The MIT team, led by Ian Hunter, the George N. Hatsopoulos Professor of Mechanical Engineering, has now added to the available alternatives, a device which is capable of delivering in a controlled manner varying doses at various depths.

The design of this new innovation is built around a mechanism which employs a small, powerful magnet, called a Lorentz-force actuator, surrounded by a coil of wire attached to the piston inside a drug ampoule. The application of current interacts with the magnetic field that produces a force which pushes the piston forward and ejects forth the drug at a pressure and velocity equitable to that of the speed of sound in air, through the ampoule's nozzle, whose opening is almost as wide as a mosquito's proboscis.
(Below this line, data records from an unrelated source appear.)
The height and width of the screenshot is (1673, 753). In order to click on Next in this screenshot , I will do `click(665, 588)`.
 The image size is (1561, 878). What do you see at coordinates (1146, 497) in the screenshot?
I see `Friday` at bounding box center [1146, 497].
The amount of current applied can control the imparted speed and velocity to the drug as well as the speed of the coil; the MIT team have generated pressure profiles that modulate the current and the resultant waveforms as an observation consist of two distinct high and low pressure phases which control the depth of the drug injected and the spread and absorption of it respectively. The tests arrived at the conclusion that various skin types may require different waveforms to regulate the adequate volumes of drugs and to the desired depth.

As the next step now the team is trying to develop a version of the device that can deliver drugs that are ordinarily found in a powdered form in a transdermal way, which would employ a technique of liquefying the drugs by vibrations so that the "fluidized" form of the drugs can be delivered through the skin in a way much like how liquid drugs can.

The Journal of Medical and Engineering Physics holds reports of the development of this technique by the team.